Ukraine offers a combination that is still rare in one location:
The sector is export-oriented by design, globally integrated through delivery partnerships, and increasingly specialized in high-stakes domains like AI, cybersecurity, defense tech, and fintech.
At the same time, the risks are real and worth taking seriously: martial law, mobilization constraints, and an operating environment that demands flexibility and local know-how. But companies that have stayed the course – and many have – consistently report high engagement, low voluntary attrition, and a strong focus on execution, particularly on complex or high-responsibility work.
If you are evaluating Ukraine as a hiring market, it is less a speculative option and more a strategic one that depends on risk tolerance and delivery design.
We’ve been operating in this market for years and can give you a straight read on what’s realistic for your specific situation.
We work with UK companies from candidate sourcing through onboarding and ongoing management to build dedicated tech teams that slot into your workflows, ramp up without friction, and start shipping within weeks.
Start with the data: download our 2026 CEE Tech Salary Guide for country-by-country breakdowns of pay ranges, role availability, and regulatory considerations.
Ukraine has approximately 290,000–360,000 IT professionals. The market is senior-heavy, export-oriented, and strongly specialized in TypeScript, Python, AI, and cybersecurity. Despite wartime conditions, the sector has continued to grow and remains deeply integrated into global tech delivery.
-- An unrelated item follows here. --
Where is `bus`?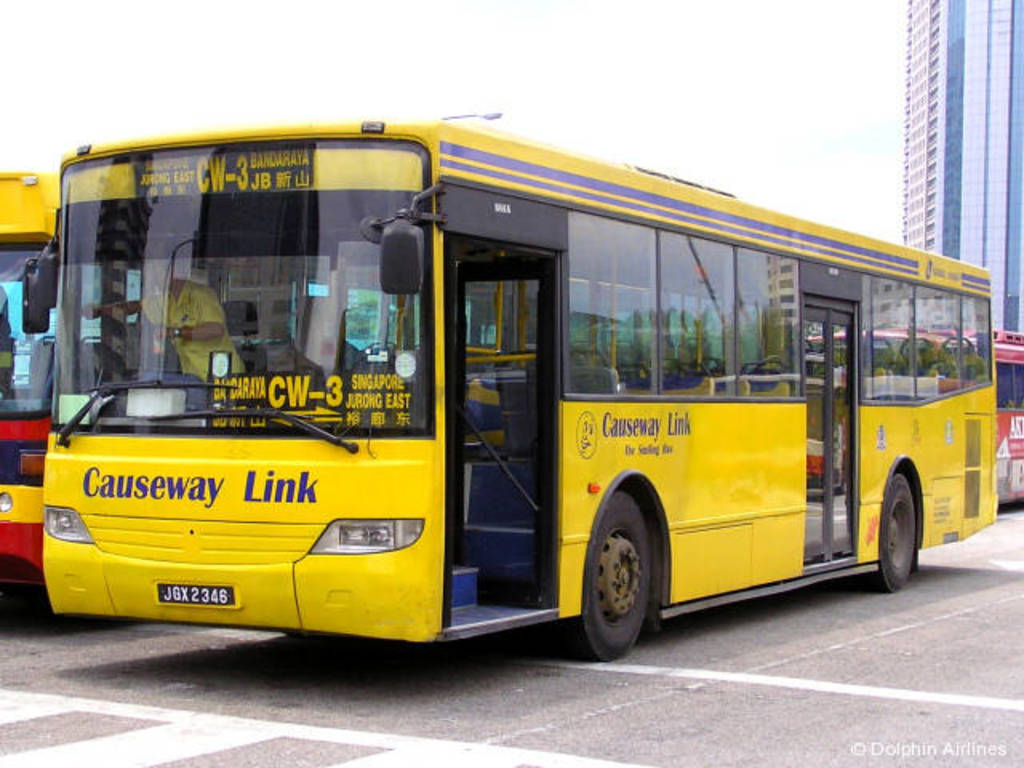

Ukraine combines lower hiring costs (50–70% below Western Europe) with a large pool of highly experienced engineers. Strong performance in international programming competitions, a mature outsourcing ecosystem, and growing specialization in AI and defense tech further strengthen its position.
Three dominant models are used:
Dedicated teams are the most widely used model for sustained engineering output.
Direct hiring reduces long-term costs but requires handling the legal, tax, and compliance complexities locally. Partner-based hiring (EOR or outsourcing provider) speeds up onboarding and reduces operational risk, especially for companies new to the market.